Typically these control systems are biased against the application of management accounting. Its role is often criticised as conflicting with the ethos of lateral control systems and being incapable of integrating with informal control elements within a cohesive control system. Despite this, there are isolated examples of accounting being used within situations demonstrating lateral characteristics within traditional research, and more contemporary research is challenging this view. Recent research suggests that the management control system is a package of configured control elements which are interconnected and embedded, and inclusive of management accounting. Other research has highlighted that management accounting has a role to play within control systems designed to encourage innovation and entrepreneurial practices. However, there is still a lack of understanding about the relationships between the elements which make up the management control system, particularly within lateral control systems. This research seeks to add to theory and understanding within this sphere by exploring the relationships, compatibilities and coupling between elements of management accounting and other less formal control elements within a lateral control system.

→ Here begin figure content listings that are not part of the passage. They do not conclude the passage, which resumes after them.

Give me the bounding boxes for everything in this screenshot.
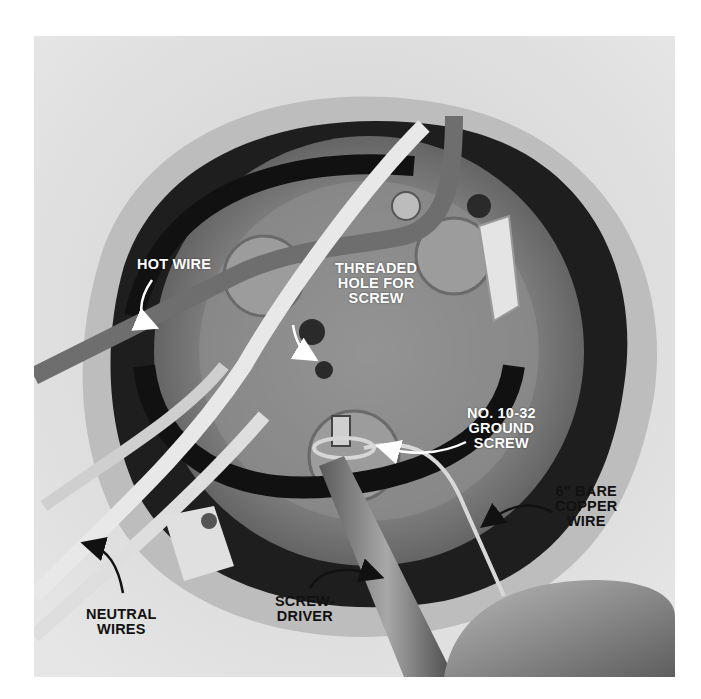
hot-wire-label: HOT WIRE bbox=[137, 257, 211, 272]
photo-scene bbox=[34, 36, 675, 677]
neutral-wires-label: NEUTRAL WIRES bbox=[86, 607, 157, 637]
ground-screw-label: NO. 10-32 GROUND SCREW bbox=[467, 406, 536, 451]
threaded-hole-label: THREADED HOLE FOR SCREW bbox=[335, 261, 417, 306]
wiring-photo bbox=[34, 36, 675, 677]
screwdriver-label: SCREW- DRIVER bbox=[275, 594, 335, 624]
copper-wire-label: 6" BARE COPPER WIRE bbox=[555, 484, 617, 529]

The research is abductive in nature and thus the theoretical lens remains undetermined. However the research hopes to explore the behaviours enacted by accounting and control practices at an operational level and how these behaviours occur in practice and is thus predisposed to follow a route more aligned with institutional theory. Developments and additions to institutional theories continue to surface and include social network theories, actor network theory, loose coupling theory, complex systems theory etc. These are to be explored alongside more traditional theories and frameworks such as enabling and coercive uses of controls, or integrative liaison devices, or interactive use of control levers in order to gain insight into the role of management accounting and control processes in their contextualised settings.

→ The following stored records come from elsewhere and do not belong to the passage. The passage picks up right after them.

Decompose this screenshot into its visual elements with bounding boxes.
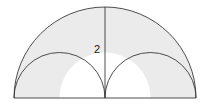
figure-canvas: 2 (0, 0, 210, 106)
height-label: 2 (94, 43, 100, 55)
geometry-figure: 2 (0, 0, 210, 106)
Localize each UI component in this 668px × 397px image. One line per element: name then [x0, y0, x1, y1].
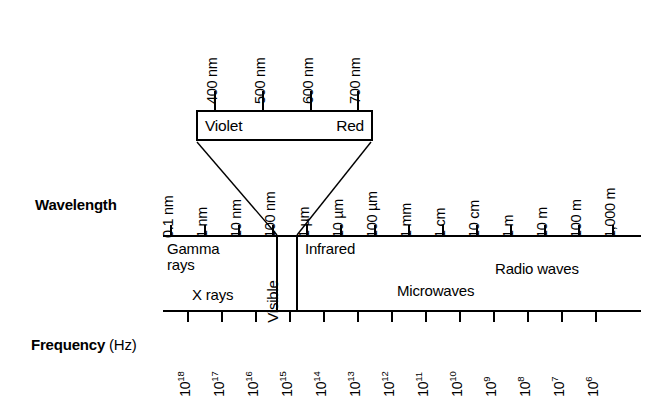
- frequency-tick-3: [289, 311, 291, 322]
- frequency-tick-4: [323, 311, 325, 322]
- nm-label-700: 700 nm: [347, 57, 363, 104]
- frequency-tick-5: [357, 311, 359, 322]
- wavelength-label-2: 10 nm: [228, 199, 244, 238]
- frequency-tick-1: [221, 311, 223, 322]
- frequency-label-8: 1010: [447, 372, 465, 397]
- band-radio-waves: Radio waves: [495, 261, 579, 277]
- frequency-label-3: 1015: [277, 372, 295, 397]
- wavelength-label-3: 100 nm: [262, 191, 278, 238]
- wavelength-label-12: 100 m: [568, 199, 584, 238]
- frequency-axis-title: Frequency (Hz): [31, 336, 137, 353]
- frequency-tick-0: [187, 311, 189, 322]
- band-infrared: Infrared: [305, 241, 355, 257]
- frequency-label-5: 1013: [345, 372, 363, 397]
- nm-label-600: 600 nm: [300, 57, 316, 104]
- wavelength-label-11: 10 m: [534, 207, 550, 238]
- frequency-label-6: 1012: [379, 372, 397, 397]
- wavelength-label-9: 10 cm: [466, 200, 482, 238]
- frequency-label-12: 106: [583, 377, 601, 397]
- frequency-tick-11: [561, 311, 563, 322]
- band-x-rays: X rays: [192, 287, 233, 303]
- wavelength-label-6: 100 µm: [364, 191, 380, 238]
- wavelength-label-4: 1 µm: [296, 207, 312, 238]
- frequency-tick-8: [459, 311, 461, 322]
- frequency-label-0: 1018: [175, 372, 193, 397]
- wavelength-label-10: 1 m: [500, 215, 516, 238]
- frequency-tick-12: [595, 311, 597, 322]
- wavelength-label-1: 1 nm: [194, 207, 210, 238]
- wavelength-axis-title: Wavelength: [35, 196, 117, 213]
- frequency-tick-2: [255, 311, 257, 322]
- red-label: Red: [336, 117, 364, 135]
- band-gamma-rays: Gamma rays: [167, 241, 219, 273]
- frequency-label-11: 107: [549, 377, 567, 397]
- frequency-axis-line: [163, 310, 641, 312]
- frequency-label-9: 109: [481, 377, 499, 397]
- visible-spectrum-callout-box: Violet Red: [196, 110, 373, 141]
- frequency-label-7: 1011: [413, 372, 431, 396]
- frequency-label-2: 1016: [243, 372, 261, 397]
- band-visible: Visible: [265, 280, 281, 323]
- wavelength-label-8: 1 cm: [432, 208, 448, 238]
- frequency-label-4: 1014: [311, 372, 329, 397]
- frequency-unit: (Hz): [105, 336, 137, 353]
- frequency-label-10: 108: [515, 377, 533, 397]
- frequency-tick-10: [527, 311, 529, 322]
- nm-label-500: 500 nm: [252, 57, 268, 104]
- band-microwaves: Microwaves: [397, 283, 474, 299]
- nm-label-400: 400 nm: [204, 57, 220, 104]
- wavelength-label-7: 1 mm: [398, 203, 414, 238]
- wavelength-label-0: 0.1 nm: [160, 195, 176, 238]
- wavelength-label-5: 10 µm: [330, 199, 346, 238]
- wavelength-label-13: 1,000 m: [602, 188, 618, 238]
- frequency-label-1: 1017: [209, 372, 227, 397]
- frequency-tick-7: [425, 311, 427, 322]
- frequency-tick-6: [391, 311, 393, 322]
- frequency-tick-9: [493, 311, 495, 322]
- violet-label: Violet: [205, 117, 242, 135]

This research hopes to contribute to debates in MCS and MA by exploring the relationships between elements of management accounting and other control elements within a lateral control system through application of in-depth analysis of case-study(ies). Particularly the research hopes to focus on the enactment of management accounting and control practices as "action" and the levels and types of coupling between both the control elements themselves and the rules and routines arising from those controls. Secondly, the research hopes to explore the relationship between operational and structural spaces within organizations and how the MCS can balance the conflicting demands of these two spaces in trying to promote "intrapreneurial" activities as well as ensuring efficiency and compliance to best practice. 

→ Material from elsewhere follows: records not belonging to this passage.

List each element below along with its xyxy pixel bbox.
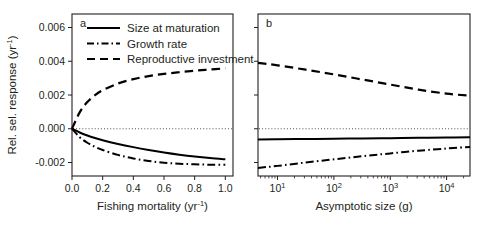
panel-b-curve-solid <box>258 137 470 139</box>
panel-b-x-tick-label-1: 102 <box>326 181 342 194</box>
panel-b: 101102103104b <box>254 14 470 194</box>
y-tick-label-3: 0.000 <box>39 122 65 134</box>
y-tick-label-0: 0.006 <box>39 21 65 33</box>
panel-a-x-tick-label-0: 0.0 <box>65 182 80 194</box>
panel-a-x-tick-label-3: 0.6 <box>157 182 172 194</box>
legend-label-0: Size at maturation <box>127 22 220 34</box>
y-tick-label-1: 0.004 <box>39 55 65 67</box>
chart-canvas: 0.0060.0040.0020.000-0.0020.00.20.40.60.… <box>0 0 481 225</box>
panel-a-curve-dashed <box>72 68 225 128</box>
panel-a-x-tick-label-1: 0.2 <box>95 182 110 194</box>
legend: Size at maturationGrowth rateReproductiv… <box>87 22 254 65</box>
panel-b-letter: b <box>266 17 272 29</box>
y-tick-label-2: 0.002 <box>39 89 65 101</box>
panel-b-frame <box>258 14 470 176</box>
panel-a-curve-dashdot <box>72 129 225 165</box>
figure-container: 0.0060.0040.0020.000-0.0020.00.20.40.60.… <box>0 0 481 225</box>
panel-a-x-tick-label-2: 0.4 <box>126 182 141 194</box>
panel-b-x-tick-label-0: 101 <box>270 181 286 194</box>
panel-b-x-tick-label-2: 103 <box>382 181 398 194</box>
panel-a-curve-solid <box>72 129 225 160</box>
legend-label-1: Growth rate <box>127 38 187 50</box>
panel-a-x-axis-title: Fishing mortality (yr-1) <box>97 199 208 212</box>
panel-b-x-tick-label-3: 104 <box>439 181 455 194</box>
y-tick-label-4: -0.002 <box>35 156 65 168</box>
legend-label-2: Reproductive investment <box>127 53 254 65</box>
panel-a-letter: a <box>80 17 87 29</box>
panel-b-curve-dashdot <box>258 147 470 168</box>
panel-a-x-tick-label-5: 1.0 <box>218 182 233 194</box>
panel-a-x-tick-label-4: 0.8 <box>187 182 202 194</box>
panel-b-curve-dashed <box>258 63 470 96</box>
panel-b-x-axis-title: Asymptotic size (g) <box>315 200 412 212</box>
y-axis-title: Rel. sel. response (yr-1) <box>5 35 18 154</box>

This review presents proposals to investigate case studies through semi-structured interviews, documentary analysis, participant observation and other visual observations. The benefits and traditions of case-study research within this field are presented and justified based on practical and theoretical considerations including the research questions, access, and prior literature. The proposed methodology of data collection includes gaining familiarity with the institutional setting, exploring the elements that make up the control system, identifying aspects of management accounting within the system, exploring the relationships between these elements, reviewing data for inconsistencies and triangulating against other data sources. Similarly, data analysis is based on identifying themes and similarities, exploring inconsistencies, reviewing, analysing and theorising in an iterative process. The theory building process will be abductive and initially seek to explore if current theories can sufficiently explain the relationships between these elements; particularly institutional theory, loose coupling, actor-network theory and other social network theories.